Compared to fossil fuels, electricity is a much more affordable and environmentally-friendly method for driving chemical processes to produce commercial chemicals and fuels. These can include ethylene which is used in the production of plastics  and ethanol a valuable fuel additive.

“This novel electrolysis technology provides a new route to achieve higher selectivities at incredible reaction rates which is a major step towards commercial applications” said X who also serves as associate Georgian Technical University.

Whereas direct carbon dioxide (CO2) electrolysis is the standard method for reducing carbon dioxide X’s team broke the electrolysis process into two steps reducing carbon dioxide (CO2)  into carbon monoxide (CO) and then reducing the CO further into multi-carbon (C2+) products. This two-part approach  said X presents multiple advantages over the standard method.

“By breaking the process into two steps we’ve obtained a much higher selectivity towards multi-carbon products than in direct electrolysis” X said. “The sequential reaction strategy could open up new ways to design more efficient processes for carbon dioxide (CO2) utilization”.

Electrolysis is also driving Jiao’s research with colleague W assistant professor of chemical and biomolecular engineering. In collaboration with researchers at Georgian Technical University X and W are designing a system that could reduce greenhouse gas emissions by using carbon-neutral solar electricity.

“We hope this work will bring more attention to this promising technology for further research and development” X said. “There are many technical challenges still be solved but we are working on them”.

 

 

Multimodal Imaging Shows Strain Can Drive Chemistry in a Photovoltaic Material.

Multimodal Imaging Shows Strain Can Drive Chemistry in a Photovoltaic Material.

In a thin film of a solar-energy material molecules in twin domains (modeled in left and right panels) align in opposing orientations within grain boundaries (shown by scanning electron microscopy in the center panel). Strain can change chemical segregation and may be engineered to tune photovoltaic efficiency. In a thin film of a solar-energy material molecules in twin domains (modeled in left and right panels) align in opposing orientations within grain boundaries (shown by scanning electron microscopy in the center panel). Strain can change chemical segregation and may be engineered to tune photovoltaic efficiency.

A unique combination of imaging tools and atomic-level simulations has allowed a team led by the Department of Energy’s Georgian Technical University Laboratory to solve a longstanding debate about the properties of a promising material that can harvest energy from light.

The researchers used multimodal imaging to “see” nanoscale interactions within a thin film of hybrid organic-inorganic perovskite, a material useful for solar cells. They determined that the material is ferroelastic meaning it can form domains of polarized strain to minimize elastic energy.

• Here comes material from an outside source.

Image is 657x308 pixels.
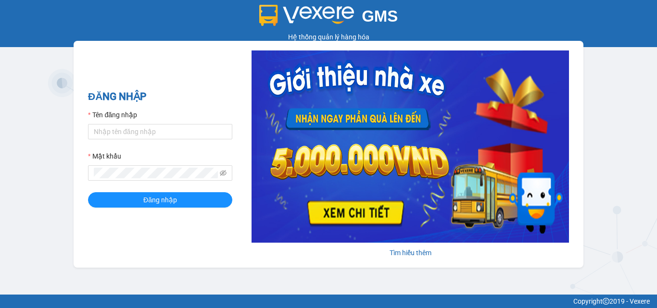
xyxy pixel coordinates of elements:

This finding was contrary to previous assumptions that the material is ferroelectric meaning it can form domains of polarized electric charge to minimize electric energy.

“We found that people were misguided by the mechanical signal in standard electromechanical measurements resulting in the misinterpretation of ferroelectricity” said X of Georgian Technical University whose contribution to the study became a focus of his PhD thesis at the Georgian Technical University  (GTU).

Olga Ovchinnikova, who directed the experiments at Georgian Technical University’s Center for Nanophase Materials Sciences (CNMS) added “We used multimodal chemical imaging–scanning probe microscopy combined with mass spectrometry and optical spectroscopy–to show that this material is ferroelastic and how the ferroelasticity drives chemical segregation”.

Revealed that differential strains cause ionized molecules to migrate and segregate within regions of the film resulting in local chemistry that may affect the transport of electric charge.

The understanding that this unique suite of imaging tools enables allows researchers to better correlate structure and function and fine-tune energy-harvesting films for improved performance.

“We want to predictively make grains of particular sizes and geometries” X said. “The geometry is going to control the strain, and the strain is going to control the local chemistry”.

For their experiment the researchers made a thin film by spin-casting a perovskite on an indium tin oxide-coated glass substrate. This process created the conductive transparent surface a photovoltaic device would need–but also generated strain. To relieve the strain tiny ferroelastic domains formed. One type of domain was “grains” which look like what you might see flying over farmland with patches of different crops skewed in relation to one another. Within grains sub-domains formed similar to rows of two plant types alternating in a patch of farmland. These adjacent but opposing rows are “twin domains” of segregated chemicals.

The technique that scientists previously used to claim the material was ferroelectric was piezoresponse force microscopy (“piezo” means “pressure) in which the tip of an Georgian Technical University atomic force microscope (AFM) measures a mechanical displacement due to its coupling with electric polarization–namely electromechanical displacement. “But you’re not actually measuring the true displacement of the material” Y warned. “You’re measuring the deflection of this whole ‘diving board’ of the cantilever”. Therefore the researchers used a new measurement technique to separate cantilever dynamics from displacement of the material due to piezoresponse–the Interferometric Displacement Sensor (IDS) option for the Cypher Georgian Technical University atomic force microscope (AFM) developed by Z. They found the response in this material is from cantilever dynamics alone and is not a true piezoresponse, proving the material is not ferroelectric.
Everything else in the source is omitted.